A new report from Royal Bank of Canada has been highlighted by Canada’s salmon farming industry as evidence that federal policy is discouraging investment in aquaculture, particularly in British Columbia.
RBC said more than C$1 trillion in investment left Canada between 2015 and 2024, with C$2 leaving the country for every C$1 of foreign direct investment entering, according to SeaWestNews,
The bank said Canada’s challenge was not a shortage of capital, but an investment climate weakened by regulatory drag, shifting policy signals and uncertainty that pushes money elsewhere.
Salmon farming groups argue those concerns are already visible in British Columbia, where farm-raised salmon production has fallen by more than 40% since 2015 and annual production capacity has dropped from more than 90,000 tonnes to less than 50,000 tonnes over the past six years. An economic analysis cited by the publication said the contraction has already reduced annual economic output by more than C$770 million, cut GDP by C$286 million, eliminated 3,000 jobs and reduced family income by C$170 million. SeaWestNews
Industry groups attribute much of the decline to Ottawa’s plan to phase out open-net pen salmon farming in British Columbia by 2029. They say that, if fully implemented, the policy could remove the province’s remaining 50,000 tonnes of farmed salmon production and result in losses of C$1.17 billion in annual economic activity, C$435 million in GDP and 4,560 jobs nationwide.
The Canadian Aquaculture Industry Alliance said the policy had chilled investment and increased reliance on imported fish. Chile exported 6,838 tonnes of salmonids worth US$84 million to Canada in the first nine months of 2024, up 34% year on year, while Norwegian salmon exports to Canada rose 35% in value in the first half of 2024, according to figures cited in the report.
Mowi said in its latest annual report that its Canada West operations faced “highly uncertain future prospects”, while the company continued expansion in Chile, Scotland and Iceland.
Industry groups added that replacing the proposed phaseout with a science-based, Indigenous-led regulatory framework could allow the sector to generate C$2.5 billion in economic output and support 9,000 jobs by 2030.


For the string "name", search the entries below and copy every line where it appears.

Data entries
■ ■ ■ ■

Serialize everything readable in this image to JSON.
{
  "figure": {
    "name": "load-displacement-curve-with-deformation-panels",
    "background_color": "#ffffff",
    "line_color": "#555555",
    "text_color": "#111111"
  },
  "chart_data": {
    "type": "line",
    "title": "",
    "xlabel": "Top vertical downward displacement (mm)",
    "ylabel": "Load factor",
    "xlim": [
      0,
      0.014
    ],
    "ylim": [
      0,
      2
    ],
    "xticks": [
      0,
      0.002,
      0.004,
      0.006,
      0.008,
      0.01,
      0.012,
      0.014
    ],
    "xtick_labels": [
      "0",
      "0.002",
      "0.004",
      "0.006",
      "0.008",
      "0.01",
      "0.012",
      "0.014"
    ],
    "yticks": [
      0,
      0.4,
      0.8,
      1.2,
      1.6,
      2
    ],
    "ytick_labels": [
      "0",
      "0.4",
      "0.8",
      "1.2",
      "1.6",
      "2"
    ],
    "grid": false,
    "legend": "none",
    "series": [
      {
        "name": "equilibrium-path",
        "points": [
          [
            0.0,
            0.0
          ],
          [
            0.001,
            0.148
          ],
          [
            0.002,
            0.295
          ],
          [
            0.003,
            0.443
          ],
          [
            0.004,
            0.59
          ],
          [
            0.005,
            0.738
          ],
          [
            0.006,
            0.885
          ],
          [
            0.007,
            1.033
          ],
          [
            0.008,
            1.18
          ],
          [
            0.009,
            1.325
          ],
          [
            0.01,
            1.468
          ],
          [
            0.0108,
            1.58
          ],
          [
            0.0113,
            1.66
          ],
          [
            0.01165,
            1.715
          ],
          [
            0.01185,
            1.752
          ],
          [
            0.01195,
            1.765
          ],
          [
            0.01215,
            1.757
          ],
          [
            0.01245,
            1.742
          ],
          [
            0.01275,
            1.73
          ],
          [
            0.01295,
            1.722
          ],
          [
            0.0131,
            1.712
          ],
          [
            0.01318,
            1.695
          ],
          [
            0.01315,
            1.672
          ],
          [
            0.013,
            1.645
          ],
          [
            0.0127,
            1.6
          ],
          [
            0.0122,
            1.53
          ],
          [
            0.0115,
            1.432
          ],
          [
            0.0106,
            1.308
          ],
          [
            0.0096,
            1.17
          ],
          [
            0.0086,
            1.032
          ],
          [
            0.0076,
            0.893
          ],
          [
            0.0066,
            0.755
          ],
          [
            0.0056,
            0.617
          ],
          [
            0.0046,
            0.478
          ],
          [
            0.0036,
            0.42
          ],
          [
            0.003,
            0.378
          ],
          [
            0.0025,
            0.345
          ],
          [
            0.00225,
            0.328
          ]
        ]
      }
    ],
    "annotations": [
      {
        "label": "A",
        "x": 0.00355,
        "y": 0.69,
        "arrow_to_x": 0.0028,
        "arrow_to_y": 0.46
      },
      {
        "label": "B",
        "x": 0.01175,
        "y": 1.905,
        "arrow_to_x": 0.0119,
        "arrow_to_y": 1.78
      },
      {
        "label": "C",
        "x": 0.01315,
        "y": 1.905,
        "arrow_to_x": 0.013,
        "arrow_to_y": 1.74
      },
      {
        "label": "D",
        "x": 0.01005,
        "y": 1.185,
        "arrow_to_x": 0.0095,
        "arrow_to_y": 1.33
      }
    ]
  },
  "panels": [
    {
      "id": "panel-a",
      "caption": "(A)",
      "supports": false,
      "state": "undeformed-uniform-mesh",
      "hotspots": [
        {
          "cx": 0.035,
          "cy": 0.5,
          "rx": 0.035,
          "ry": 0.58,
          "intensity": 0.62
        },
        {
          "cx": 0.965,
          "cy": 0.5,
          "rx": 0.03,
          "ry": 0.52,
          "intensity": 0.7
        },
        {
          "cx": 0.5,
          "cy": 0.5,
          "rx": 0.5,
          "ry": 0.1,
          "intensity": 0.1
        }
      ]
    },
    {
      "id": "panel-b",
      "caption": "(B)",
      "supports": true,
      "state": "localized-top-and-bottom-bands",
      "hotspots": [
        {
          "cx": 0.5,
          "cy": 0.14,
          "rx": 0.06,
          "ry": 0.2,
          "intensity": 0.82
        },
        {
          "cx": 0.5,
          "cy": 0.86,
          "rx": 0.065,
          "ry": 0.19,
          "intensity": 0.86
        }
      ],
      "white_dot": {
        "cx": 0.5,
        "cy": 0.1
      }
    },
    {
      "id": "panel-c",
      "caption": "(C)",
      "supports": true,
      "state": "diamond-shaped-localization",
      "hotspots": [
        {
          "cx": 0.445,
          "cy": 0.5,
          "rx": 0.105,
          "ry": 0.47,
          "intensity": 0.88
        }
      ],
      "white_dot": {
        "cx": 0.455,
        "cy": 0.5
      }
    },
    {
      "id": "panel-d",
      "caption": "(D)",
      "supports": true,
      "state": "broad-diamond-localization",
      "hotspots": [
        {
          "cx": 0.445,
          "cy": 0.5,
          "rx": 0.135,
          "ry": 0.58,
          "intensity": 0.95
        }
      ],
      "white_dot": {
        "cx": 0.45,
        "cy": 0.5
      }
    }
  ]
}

■ ■ ■ ■

**Solution to the problem**
    "name": "load-displacement-curve-with-deformation-panels",
        "name": "equilibrium-path",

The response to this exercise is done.